I would suppose the closer a person hedges to forty, the more they might consider the weight of their one life; the direction and value of their days. In the wake my past year, this consideration feels urgent. I must live twice as focused in the coming days, making up for the 365 I’ve lost. This morning, the psalmist reminds me how to make my one life count.

Righteousness is the longest legacy we can leave. Righteousness is what our children, our congregation and our community will remember when we’ve passed. It’s righteousness that will hold up under the unforgiving fire of time. 

Righteousness, at it’s purest form, is a life of love. It’s a life surrendered to the perfect sacrifice of Christ and an steady reflection of Him in our own world.

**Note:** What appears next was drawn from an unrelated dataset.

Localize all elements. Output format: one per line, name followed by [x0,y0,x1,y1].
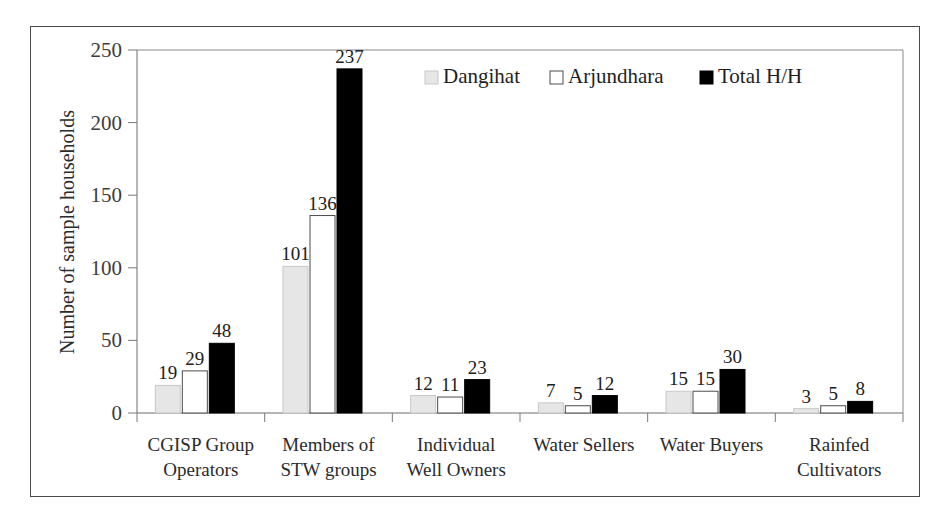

Many folks have a mid-life crisis right about now. I suppose it comes from gazing over the first half of living and finding it wanting. The typical response? Buy a sports car, get a tattoo or trade-in a decades-old marriage in for a new young thing.

My midlife crisis? I’m going to do something crazy. I’m going to smile more. I’m going to give my life away like I’ve never been hurt and people don’t die. I’m going to love the people in front of me with every breath I have left in me.

Sometimes the bravest thing we can do is offer the weary world another smile.

“A glad heart makes a happy face; a broken heart crushes the spirit.” (Proverbs 15:13 NLT)

Lord, make us brave as we face another day. Make us righteous as we continue to pursue You. Help us live as the psalmist declared; confident, fearless, generous, compassionate and right by You. May our mid-life crises remake us more into Your image. Amen.